1. 84: Percent of primary care providers in our poll of 406 PCPs, OBGYNs, physician assistants and nurse practitioners under the age of 35 who say the number one condition they see in patients today….stress.
2. Physicians Finishing 2nd: In youth sports, all the kids get trophies and cupcakes, even kids like mine who score for the other team sometimes or little Bobby who spends the entire game offsides yet celebrates as though he’s Pele or Messi after every goal. In healthcare, breaking the rules and then celebrating them is a problem but giving one over to the other team (like discharging a patient early to refer them to the right provider or level of care) is actually encouraged. See highlights from our research study on managed care insurers categorizing physician groups based on their decisions, their quality and cost. Click here
3. Inpatient Psych: Data we analyzed and a poll we did around the new demand for IP psych. Click here
4. Autism’s Cliff: It’s a field in the early innings with new advances in treatment and diagnostics and much of the opportunity in the near term around early intervention and finding ways to align payment with faster, more reliable outcomes. Said Allison Lloyd, a therapist in the school system, ‘I think the big thing is who can get to goal faster – the spending, number of kids diagnosed is only going to go up so you need models that work but don’t take 5 years to take effect. The policymakers, the insurers won’t be that patient’. But there is a looming issue to consider in autism that few are talking about – the kids who will move into teenage years and then young adulthood and leave the security of services and support. Click here for our story.
5. Where Art Thou Behavioral: I was scanning the United Healthcare provider network on my phone the other day. United rents its network to other health insurers, unions and others. On the website you could find pretty much any type of in-network provider, neatly categorized by location, site of care, specialty, zip code – you name it. I was impressed about the ease with which I could find endocrinologists, urgent care, imaging. But there was one condition completely missing, one type of provider nowhere to be found. Behavioral health. There may be a good explanation for this and a spokesperson said they’d look into it. Still, if you’re a provider in this space, and contracted with major health plans like this, you should check these fancy consumer friendly sites – make sure the health plan is doing its part.
6. Extra Point: My wife wants us to get a camera of some kind to monitor our high schoolers while we’re away this weekend. I think this is nonsense – they will either do something dumb or will do what I think they will do which is play video games, eat pizza, play wiffle ball, not clean up. But I’m living in a fog sometimes about what our kids are and are not capable of, and I sometimes forget that snapgram or instachats—or whatever the kids call this now—are a party of 100 waiting to happen. So maybe a camera isn’t such a horrible idea. A group of physicians we polled are having their own debate about remote monitoring, though their wish list seems far more necessary. 71 of the 106 in the poll said there’s a real place for these tools in value-based medicine. Ideas and unmet needs cited as the things they would like to see: a history of all tests and interactions real-time, automated treatment algorithms, graphical display of deviation from target/baseline by monitoring interval (like every day or week) reports on the frequency of interventions or events, and reimbursement for analyzing data as it comes in. Now this last one caught my attention – in terms of your own companies and how you might think about the services around monitoring as both a revenue generator and a tool to provide better care, and in terms of my own family. If I can get paid in peace and quiet for telling my wife that the invasive home monitor is showing there’s a party at my house, I’m in.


#### WORK TO BE COMPLETED
If pictures appear among the lines below, leave them out while you return exactly the lines from the one with "List UI elements" through the one with "I need the location".

#### SUPPLIED MATERIAL
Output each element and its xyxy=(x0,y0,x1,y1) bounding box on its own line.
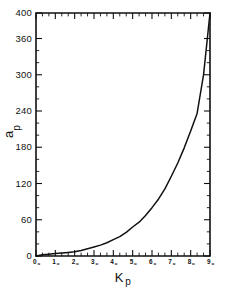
...
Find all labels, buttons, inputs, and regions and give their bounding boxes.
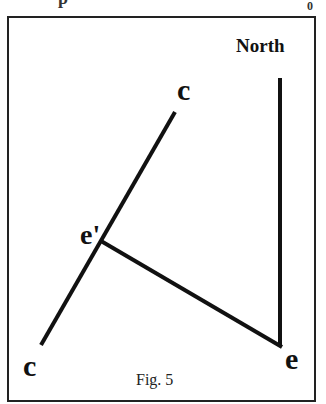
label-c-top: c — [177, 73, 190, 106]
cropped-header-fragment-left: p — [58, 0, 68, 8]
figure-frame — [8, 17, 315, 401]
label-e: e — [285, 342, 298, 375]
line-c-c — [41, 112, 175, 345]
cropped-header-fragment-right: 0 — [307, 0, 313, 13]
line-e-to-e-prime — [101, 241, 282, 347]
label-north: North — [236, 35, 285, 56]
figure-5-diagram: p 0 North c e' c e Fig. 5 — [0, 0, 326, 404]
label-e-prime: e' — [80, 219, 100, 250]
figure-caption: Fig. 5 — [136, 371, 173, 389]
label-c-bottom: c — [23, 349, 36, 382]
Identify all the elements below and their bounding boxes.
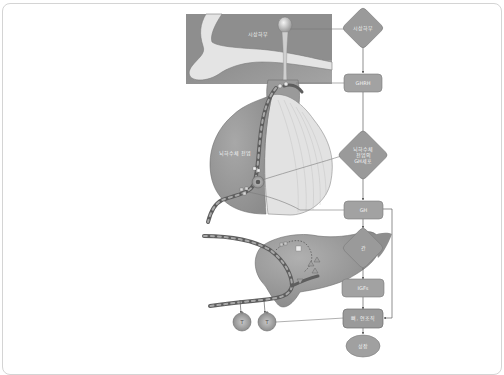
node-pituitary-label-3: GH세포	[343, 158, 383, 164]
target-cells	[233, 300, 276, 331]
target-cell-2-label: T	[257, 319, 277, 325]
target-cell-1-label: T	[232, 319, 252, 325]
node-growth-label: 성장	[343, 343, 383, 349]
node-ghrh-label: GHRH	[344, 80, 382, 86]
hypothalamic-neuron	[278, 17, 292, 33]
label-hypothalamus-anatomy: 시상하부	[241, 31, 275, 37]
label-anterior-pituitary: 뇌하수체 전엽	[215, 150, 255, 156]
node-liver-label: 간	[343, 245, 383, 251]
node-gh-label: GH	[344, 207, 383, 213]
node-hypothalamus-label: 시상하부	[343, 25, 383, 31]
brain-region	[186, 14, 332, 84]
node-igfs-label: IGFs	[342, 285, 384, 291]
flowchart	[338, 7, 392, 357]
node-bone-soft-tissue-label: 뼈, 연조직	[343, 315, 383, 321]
==
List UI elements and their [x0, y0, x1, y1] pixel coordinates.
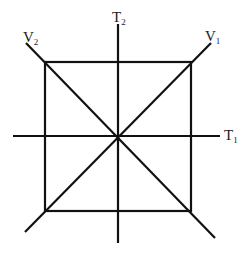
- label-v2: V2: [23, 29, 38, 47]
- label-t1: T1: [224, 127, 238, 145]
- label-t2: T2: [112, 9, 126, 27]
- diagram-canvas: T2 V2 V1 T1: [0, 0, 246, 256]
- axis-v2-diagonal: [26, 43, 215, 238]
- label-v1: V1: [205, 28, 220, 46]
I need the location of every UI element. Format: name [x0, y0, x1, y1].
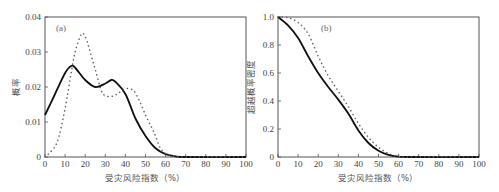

#### TASK RESPONSE
List UI elements and their [x0, y0, x1, y1] pixel coordinates.
- label-v2: V2: [23, 29, 38, 47]
- label-t1: T1: [224, 127, 238, 145]
- label-t2: T2: [112, 9, 126, 27]
- diagram-canvas: T2 V2 V1 T1: [0, 0, 246, 256]
- axis-v2-diagonal: [26, 43, 215, 238]
- label-v1: V1: [205, 28, 220, 46]
I need the location of every UI element. Format: name [x0, y0, x1, y1].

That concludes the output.